SECRETS of Trump’s Shady Auditor FINALLY REVEALED…

As the Republican nominee in 2016, Donald Trump repeatedly promised that he, like every other Oval Office contender in recent memory, would release his tax returns. As we now know, he likely had no intention of doing so. 



In fact, Trump has fought tooth and nail to keep his tax records hidden—from prosecutors, Congress, and the American people—only to be ruled against, in the end, by the right-wing Supreme Court he helped seat.


On December 30, the House Ways and Means Committee released six years of Trump's tax returns to the public. A good chunk of the populace is dying to know what dark secrets may lurk in those documents.


The Trumps have long been associated with fraud, after all. As president, in April 2018, Donald Trump agreed to pay $25 million to settle a class-action lawsuit against Trump University, a scammy house-flipping seminar operation that then–New York Attorney General Eric Schneiderman said defrauded thousands of people.

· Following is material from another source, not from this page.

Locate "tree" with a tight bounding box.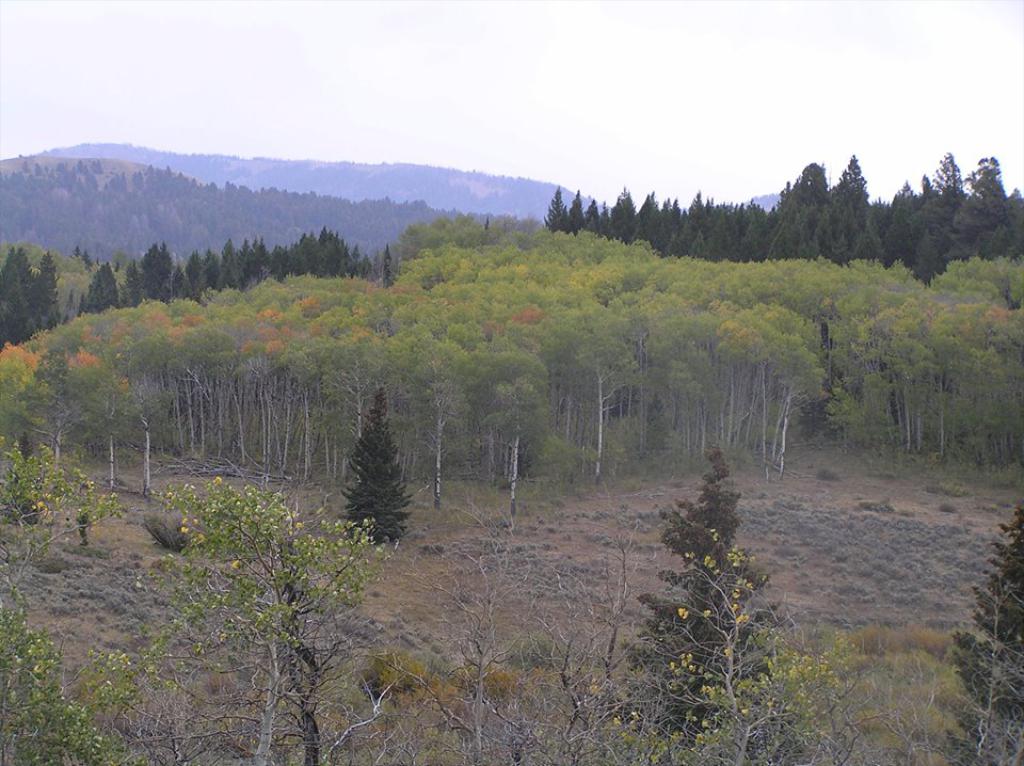
rect(38, 251, 57, 329).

Six months later, the New York Times published a blockbuster investigation detailing years of tax dodging and "outright fraud" by the Trump family. Last month, the Trump Organization was found guilty of criminal tax fraud, although Trump himself was not charged.


Now that the public has finally gotten its grubby mitts on Trump's taxes, some very smart people are combing through them, and few are better suited than veteran tax attorney Steven Rosenthal, a senior fellow at the Urban-Brookings Tax Policy Center who has served both in private practice and in the federal government, helping Congress draft tax policy for financial institutions, financial products, and capital gains, among other things.


In the latest episode of the Talking Feds podcast, excerpted below with permission, Rosenthal talks with host-creator Harry Litman—a law professor who served as deputy assistant attorney general under Janet Reno during the 1990s, and then as the US attorney for Western Pennsylvania. —about what makes Trump's returns look janky, the legal perils the former president might face, and whether the IRS, which House Republicans neutered a decade ago and are preparing to neuter again, has a fighting chance against unscrupulous rich people and their white-shoes tax lawyers.